Venezuela ranks among the top countries globally for natural gas reserves, placed ninth worldwide by some assessments. The International Energy Agency estimated around 5.5 trillion cubic metres (195 trillion cubic feet) of gas reserves as of 2023, representing about 73% of South America’s total. Most volumes are associated gas — byproducts of oil production — and roughly 80% of domestic gas output is produced alongside crude.

Beyond Oil: Venezuela’s Vast Energy and Mineral Wealth, and Why It’s Hard To Tap
INTERACTIVE - VENEZUELA - Venezuela's untapped gold resources - JAN7, 2026-1767848333

Gold and Other Minerals

Gold Reserves: Official central-bank gold holdings are reported at about 161.2 metric tonnes (World Gold Council), with a market value in the tens of billions of dollars depending on the gold price. Independent and government estimates suggest significantly larger untapped deposits, but data are dated and difficult to verify.

Orinoco Mining Arc & Plans: The Orinoco Mining Arc was announced in 2011 to expand mineral development; in 2016 the government earmarked roughly 12% of national territory for mining. A 2018 government minerals catalogue provided large estimates for other resources, though many figures remain provisional and extraction has been limited.

Selected 2018 Estimates (Provisional): certified coal ~3 billion tonnes; iron ore ~14.68 billion tonnes (≈3.6 billion proven); nickel ~407,885 tonnes; bauxite ~99.4 million tonnes; diamonds ~1,020 million carats across the Orinoco Arc and an additional 275 million carats in Guaniamo. Treat these numbers as indicative rather than definitive.

Challenges And Outlook

Venezuela’s resource potential is large, but unlocking it faces multiple obstacles: weak institutional capacity, underinvestment in infrastructure, U.S. and other sanctions, environmental concerns, and the presence of non-state armed groups that control many informal mining areas.
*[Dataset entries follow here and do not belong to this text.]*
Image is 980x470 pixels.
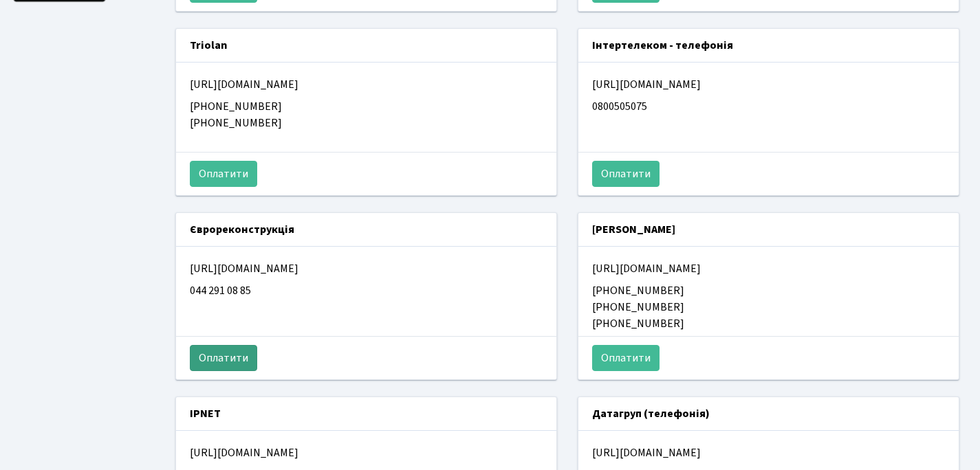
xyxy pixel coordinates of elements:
div: [URL][DOMAIN_NAME] [189,261,542,277]
div: 044 291 08 85 [189,283,542,299]
button: Оплатити [592,161,659,187]
button: Оплатити [592,345,659,372]
div: Інтертелеком - телефонія [578,29,959,62]
div: [PHONE_NUMBER] [189,115,542,131]
div: [PHONE_NUMBER] [592,316,945,332]
div: [PHONE_NUMBER] [592,299,945,316]
div: [PERSON_NAME] [578,213,959,247]
div: [PHONE_NUMBER] [592,283,945,299]
div: [URL][DOMAIN_NAME] [592,445,945,462]
div: [URL][DOMAIN_NAME] [592,76,945,93]
div: Єврореконструкція [176,213,556,247]
div: Triolan [176,29,556,62]
div: [URL][DOMAIN_NAME] [189,445,542,462]
button: Оплатити [189,161,258,187]
div: Датагруп (телефонія) [578,398,959,431]
div: [URL][DOMAIN_NAME] [189,76,542,93]
div: [URL][DOMAIN_NAME] [592,261,945,277]
div: 0800505075 [592,98,945,115]
div: [PHONE_NUMBER] [189,98,542,115]
div: IPNET [176,398,556,431]
button: Оплатити [189,345,258,372]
Any revival of production or mining at scale will require sustained investment, stronger governance, and improved security.

Bottom Line: Venezuela’s resource base extends far beyond oil — to vast gas deposits, significant official gold reserves and large estimated deposits of coal, iron, nickel, bauxite and diamonds — but turning those resources into stable economic gains remains a complex political and technical challenge.